Now what physiologists say:
As for vision, color and distance…
Rods and cones are two very different and separate cells that have nothing to do with distance. Rods are achoromatic(colorless) and scotopic(darkness) Their specialty is grays, blacks and whites. The more rods stimulated by a wavelength the brighter and object will appear. Cones are all color or chromatic and photopic, which is to say they react to light. Now getting to the basics it was a Czechoslovakian physiologist(Johannes Purkinje) that noticed colors are more vibrant at dusk; this is because as illumination begins to dim, fewer cones are activated by long wavelenghts rather than shorter ones…Example: rose red…it’s hue is produce by a long wavelength, and it seem bright because it stimulates so many cones…as darkness comes thos cones stimulated drop and the cones that are stimulate by a shorter wavelength(grass green)become brighter…finally at full darkness there is such a low illumination that very few cones are active and the rods began to take over…
As for distance that al depends on the accommodation(the degree in which light rays scatter) The greater the distance the light has to travel, the less the angle of the rays, which results in less bending. So as for distance that all has to do with the lens, and if you are nearsighted, farsighted or suffer from myopia…
Hit you head on your computer, did you feel that or just believe you did?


All entries below must be retyped exactly, though pictures are to be skipped.

[Entries from a visual dataset]
··········

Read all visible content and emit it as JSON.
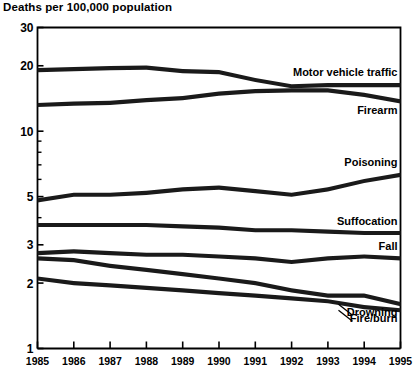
{
  "chart_data": {
    "type": "line",
    "title": "Deaths per 100,000 population",
    "xlabel": "",
    "ylabel": "Deaths per 100,000 population",
    "yscale": "log",
    "ylim": [
      1,
      30
    ],
    "grid": false,
    "legend_position": "right-inline-labels",
    "x": [
      1985,
      1986,
      1987,
      1988,
      1989,
      1990,
      1991,
      1992,
      1993,
      1994,
      1995
    ],
    "categories": [
      "1985",
      "1986",
      "1987",
      "1988",
      "1989",
      "1990",
      "1991",
      "1992",
      "1993",
      "1994",
      "1995"
    ],
    "ytick_labels": [
      "30",
      "20",
      "10",
      "5",
      "3",
      "2",
      "1"
    ],
    "ytick_values": [
      30,
      20,
      10,
      5,
      3,
      2,
      1
    ],
    "yminor_ticks": [
      9,
      8,
      7,
      6,
      4
    ],
    "series": [
      {
        "name": "Motor vehicle traffic",
        "values": [
          19.1,
          19.3,
          19.5,
          19.6,
          18.9,
          18.7,
          17.2,
          16.1,
          16.3,
          16.3,
          16.3
        ]
      },
      {
        "name": "Firearm",
        "values": [
          13.2,
          13.4,
          13.5,
          13.9,
          14.2,
          14.9,
          15.3,
          15.4,
          15.4,
          14.7,
          13.7
        ]
      },
      {
        "name": "Poisoning",
        "values": [
          4.8,
          5.1,
          5.1,
          5.2,
          5.4,
          5.5,
          5.3,
          5.1,
          5.4,
          5.9,
          6.3
        ]
      },
      {
        "name": "Suffocation",
        "values": [
          3.7,
          3.7,
          3.7,
          3.7,
          3.65,
          3.6,
          3.5,
          3.5,
          3.45,
          3.4,
          3.4
        ]
      },
      {
        "name": "Fall",
        "values": [
          2.75,
          2.8,
          2.75,
          2.7,
          2.7,
          2.65,
          2.6,
          2.5,
          2.6,
          2.65,
          2.6
        ]
      },
      {
        "name": "Drowning",
        "values": [
          2.6,
          2.55,
          2.4,
          2.3,
          2.2,
          2.1,
          2.0,
          1.85,
          1.75,
          1.75,
          1.6
        ]
      },
      {
        "name": "Fire/burn",
        "values": [
          2.1,
          2.0,
          1.95,
          1.9,
          1.85,
          1.8,
          1.75,
          1.7,
          1.65,
          1.55,
          1.5
        ]
      }
    ],
    "annotations": [
      {
        "text": "Motor vehicle traffic",
        "series": "Motor vehicle traffic"
      },
      {
        "text": "Firearm",
        "series": "Firearm"
      },
      {
        "text": "Poisoning",
        "series": "Poisoning"
      },
      {
        "text": "Suffocation",
        "series": "Suffocation"
      },
      {
        "text": "Fall",
        "series": "Fall"
      },
      {
        "text": "Drowning",
        "series": "Drowning"
      },
      {
        "text": "Fire/burn",
        "series": "Fire/burn"
      }
    ],
    "colors": {
      "line": "#1a1a1a",
      "axis": "#000000",
      "background": "#ffffff"
    }
  },
  "labels": {
    "motor_vehicle": "Motor vehicle traffic",
    "firearm": "Firearm",
    "poisoning": "Poisoning",
    "suffocation": "Suffocation",
    "fall": "Fall",
    "drowning": "Drowning",
    "fire_burn": "Fire/burn"
  }
}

··········

### REPLY
Read all visible content and emit it as JSON.
{
  "chart_data": {
    "type": "line",
    "title": "Deaths per 100,000 population",
    "xlabel": "",
    "ylabel": "Deaths per 100,000 population",
    "yscale": "log",
    "ylim": [
      1,
      30
    ],
    "grid": false,
    "legend_position": "right-inline-labels",
    "x": [
      1985,
      1986,
      1987,
      1988,
      1989,
      1990,
      1991,
      1992,
      1993,
      1994,
      1995
    ],
    "categories": [
      "1985",
      "1986",
      "1987",
      "1988",
      "1989",
      "1990",
      "1991",
      "1992",
      "1993",
      "1994",
      "1995"
    ],
    "ytick_labels": [
      "30",
      "20",
      "10",
      "5",
      "3",
      "2",
      "1"
    ],
    "ytick_values": [
      30,
      20,
      10,
      5,
      3,
      2,
      1
    ],
    "yminor_ticks": [
      9,
      8,
      7,
      6,
      4
    ],
    "series": [
      {
        "name": "Motor vehicle traffic",
        "values": [
          19.1,
          19.3,
          19.5,
          19.6,
          18.9,
          18.7,
          17.2,
          16.1,
          16.3,
          16.3,
          16.3
        ]
      },
      {
        "name": "Firearm",
        "values": [
          13.2,
          13.4,
          13.5,
          13.9,
          14.2,
          14.9,
          15.3,
          15.4,
          15.4,
          14.7,
          13.7
        ]
      },
      {
        "name": "Poisoning",
        "values": [
          4.8,
          5.1,
          5.1,
          5.2,
          5.4,
          5.5,
          5.3,
          5.1,
          5.4,
          5.9,
          6.3
        ]
      },
      {
        "name": "Suffocation",
        "values": [
          3.7,
          3.7,
          3.7,
          3.7,
          3.65,
          3.6,
          3.5,
          3.5,
          3.45,
          3.4,
          3.4
        ]
      },
      {
        "name": "Fall",
        "values": [
          2.75,
          2.8,
          2.75,
          2.7,
          2.7,
          2.65,
          2.6,
          2.5,
          2.6,
          2.65,
          2.6
        ]
      },
      {
        "name": "Drowning",
        "values": [
          2.6,
          2.55,
          2.4,
          2.3,
          2.2,
          2.1,
          2.0,
          1.85,
          1.75,
          1.75,
          1.6
        ]
      },
      {
        "name": "Fire/burn",
        "values": [
          2.1,
          2.0,
          1.95,
          1.9,
          1.85,
          1.8,
          1.75,
          1.7,
          1.65,
          1.55,
          1.5
        ]
      }
    ],
    "annotations": [
      {
        "text": "Motor vehicle traffic",
        "series": "Motor vehicle traffic"
      },
      {
        "text": "Firearm",
        "series": "Firearm"
      },
      {
        "text": "Poisoning",
        "series": "Poisoning"
      },
      {
        "text": "Suffocation",
        "series": "Suffocation"
      },
      {
        "text": "Fall",
        "series": "Fall"
      },
      {
        "text": "Drowning",
        "series": "Drowning"
      },
      {
        "text": "Fire/burn",
        "series": "Fire/burn"
      }
    ],
    "colors": {
      "line": "#1a1a1a",
      "axis": "#000000",
      "background": "#ffffff"
    }
  },
  "labels": {
    "motor_vehicle": "Motor vehicle traffic",
    "firearm": "Firearm",
    "poisoning": "Poisoning",
    "suffocation": "Suffocation",
    "fall": "Fall",
    "drowning": "Drowning",
    "fire_burn": "Fire/burn"
  }
}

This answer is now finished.